The soil, Jesus tells us, is various dispositions of our hearts. In this parable we see four kinds of hearts.


The path: Some seed falls on the path and is snatched away. These are people who hear the Word, but don’t let it sink in. Distractions, busyness, noise. Before it can take root, the worries of life carry it away.


The rocky ground: Some seed falls on rocky ground. It springs up quickly with joy. But there’s no depth. When hardship or difficulty comes, the faith withers. There are no roots to hold it.


The thorns: Other seed falls among thorns. It grows for a while, but then gets choked. The thorns are worries, the desire for riches, and the pull of other things. The Word is there, but it can’t produce fruit because other things are taking all the energy.


The good soil: But some seed falls on good soil. This is the heart that listens, understands, and obeys. It holds onto the Word even in difficulty. And because it’s open, it produces fruit — thirty, sixty, a hundredfold.

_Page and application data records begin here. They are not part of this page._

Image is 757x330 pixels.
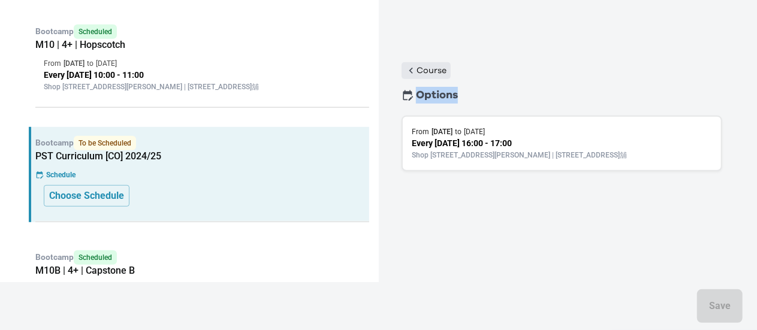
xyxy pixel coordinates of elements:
[96,58,117,69] p: [DATE]
[74,136,136,150] span: To be Scheduled
[35,150,369,162] h5: PST Curriculum [CO] 2024/25
[74,25,117,39] span: Scheduled
[417,65,447,77] p: Course
[402,62,451,79] button: Course
[35,250,369,265] p: Bootcamp
[44,58,61,69] p: From
[432,126,453,137] p: [DATE]
[412,150,712,161] p: Shop [STREET_ADDRESS][PERSON_NAME] | [STREET_ADDRESS]舖
[46,170,76,180] p: Schedule
[35,265,369,277] h5: M10B | 4+ | Capstone B
[35,136,369,150] p: Bootcamp
[35,39,369,51] h5: M10 | 4+ | Hopscotch
[416,87,458,104] p: Options
[44,69,361,82] p: Every [DATE] 10:00 - 11:00
[412,126,430,137] p: From
[49,189,124,203] p: Choose Schedule
[44,82,361,92] p: Shop [STREET_ADDRESS][PERSON_NAME] | [STREET_ADDRESS]舖
[44,185,129,207] button: Choose Schedule
[64,58,84,69] p: [DATE]
[464,126,485,137] p: [DATE]
[35,25,369,39] p: Bootcamp
[74,250,117,265] span: Scheduled
[455,126,462,137] p: to
[412,137,712,150] p: Every [DATE] 16:00 - 17:00
[87,58,93,69] p: to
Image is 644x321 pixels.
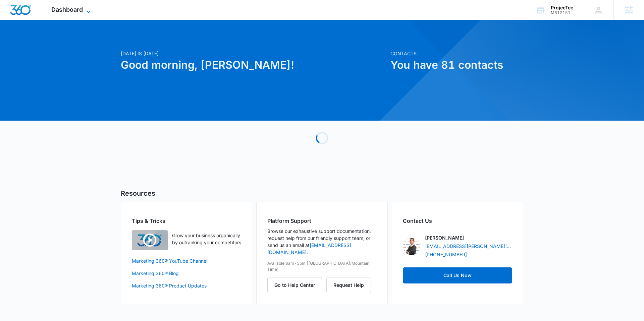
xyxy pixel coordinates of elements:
h5: Resources [121,188,523,198]
a: Go to Help Center [267,282,327,288]
p: Grow your business organically by outranking your competitors [172,232,241,246]
div: account id [551,11,573,15]
div: account name [551,5,573,11]
h2: Tips & Tricks [132,217,241,225]
a: Request Help [327,282,371,288]
a: Call Us Now [403,268,513,284]
p: [DATE] is [DATE] [121,50,387,57]
a: Marketing 360® YouTube Channel [132,257,241,264]
a: Marketing 360® Product Updates [132,282,241,289]
a: [PHONE_NUMBER] [425,251,467,258]
h2: Platform Support [267,217,377,225]
img: Quick Overview Video [132,230,168,250]
a: [EMAIL_ADDRESS][PERSON_NAME][DOMAIN_NAME] [425,243,513,250]
p: Browse our exhaustive support documentation, request help from our friendly support team, or send... [267,228,377,255]
p: Available 8am-5pm ([GEOGRAPHIC_DATA]/Mountain Time) [267,260,377,273]
button: Request Help [327,277,371,293]
h2: Contact Us [403,217,513,225]
p: Contacts [391,50,523,57]
button: Go to Help Center [267,277,323,293]
a: Marketing 360® Blog [132,270,241,277]
span: Dashboard [52,6,83,13]
h1: Good morning, [PERSON_NAME]! [121,57,387,73]
img: Jack Bingham [403,238,421,255]
h1: You have 81 contacts [391,57,523,73]
p: [PERSON_NAME] [425,234,464,241]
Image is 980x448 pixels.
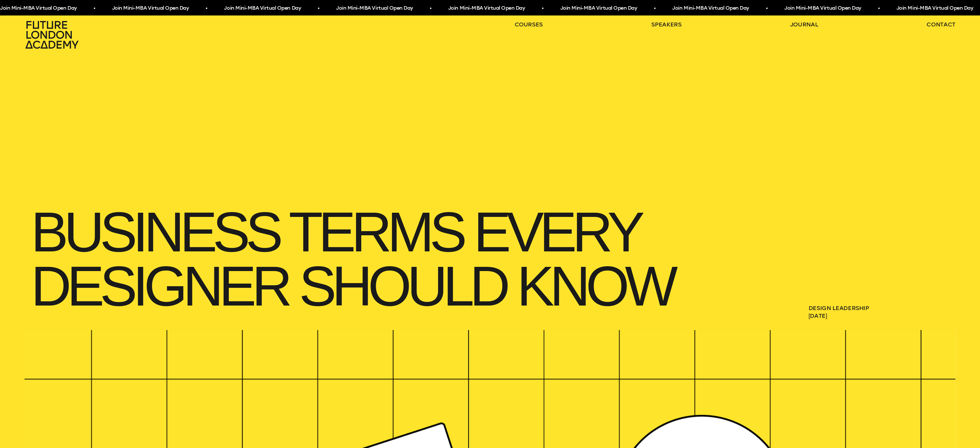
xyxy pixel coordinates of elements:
[876,3,878,14] span: •
[25,199,710,320] h1: Business terms every designer should know
[808,312,955,320] span: [DATE]
[316,3,317,14] span: •
[790,21,818,29] a: journal
[651,21,681,29] a: speakers
[428,3,429,14] span: •
[808,305,955,312] a: Design Leadership
[514,21,543,29] a: courses
[926,21,955,29] a: contact
[540,3,542,14] span: •
[204,3,205,14] span: •
[652,3,653,14] span: •
[91,3,93,14] span: •
[764,3,765,14] span: •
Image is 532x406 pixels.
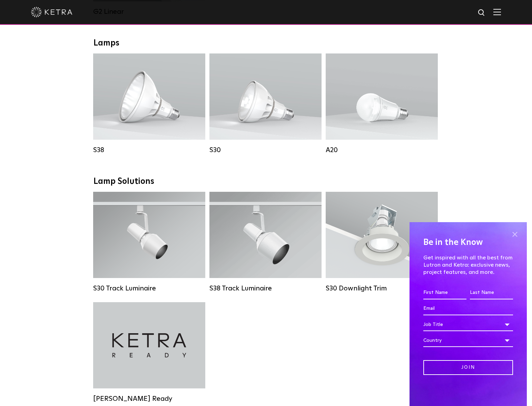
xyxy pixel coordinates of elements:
[423,318,513,331] div: Job Title
[93,146,205,154] div: S38
[93,177,439,186] div: Lamp Solutions
[210,284,322,292] div: S38 Track Luminaire
[423,254,513,275] p: Get inspired with all the best from Lutron and Ketra: exclusive news, project features, and more.
[478,8,486,17] img: search icon
[210,146,322,154] div: S30
[326,54,438,154] a: A20 Lumen Output:600 / 800Colors:White / BlackBase Type:E26 Edison Base / GU24Beam Angles:Omni-Di...
[210,54,322,154] a: S30 Lumen Output:1100Colors:White / BlackBase Type:E26 Edison Base / GU24Beam Angles:15° / 25° / ...
[326,192,438,292] a: S30 Downlight Trim S30 Downlight Trim
[470,286,513,299] input: Last Name
[423,334,513,347] div: Country
[93,394,205,403] div: [PERSON_NAME] Ready
[326,284,438,292] div: S30 Downlight Trim
[326,146,438,154] div: A20
[493,8,501,15] img: Hamburger%20Nav.svg
[423,360,513,375] input: Join
[93,54,205,154] a: S38 Lumen Output:1100Colors:White / BlackBase Type:E26 Edison Base / GU24Beam Angles:10° / 25° / ...
[423,286,466,299] input: First Name
[93,302,205,402] a: [PERSON_NAME] Ready [PERSON_NAME] Ready
[93,192,205,292] a: S30 Track Luminaire Lumen Output:1100Colors:White / BlackBeam Angles:15° / 25° / 40° / 60° / 90°W...
[31,7,73,17] img: ketra-logo-2019-white
[423,302,513,315] input: Email
[93,38,439,48] div: Lamps
[93,284,205,292] div: S30 Track Luminaire
[210,192,322,292] a: S38 Track Luminaire Lumen Output:1100Colors:White / BlackBeam Angles:10° / 25° / 40° / 60°Wattage...
[423,236,513,249] h4: Be in the Know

St. Jerome, who gave his life to translating Scripture, said: “Ignorance of Scripture is ignorance of Christ.”When we open our hearts to the Word, we are opening our hearts to Christ Himself.


And St. Augustine adds: “The Word of God is a light to the blind, a tongue to the dumb, and a cure for the sick.” But that light only shines where the soil is open.


Dear friends, the question for us today is not “Did I hear the Word?” We all heard it. The question is: “What kind of soil is my heart?” We all know the struggle. Distractions pull us away. Worries weigh us down. Hardships make us doubt. If we’re honest, sometimes we are path, sometimes rock, sometimes thorns.


But the good news is this: soil can be prepared. We prepare our hearts by prayer, by the Sacraments, by moments of silence, by choosing to put God’s Word first above the noise. A heart that is ready and open doesn’t just hear. It translates hearing into action. And that is what produces good fruit — fruit of love, patience, forgiveness, and service in our families and in our parish.


God keeps sowing. He never gets tired of scattering His Word on us. So, today the invitation is simple: Lord, make my heart good soil. Plant your word deeply within me, so that my life may bear fruit- thirty, sixty, and a hundredfold- for Your glory and for the building up of Your kingdom. Amen.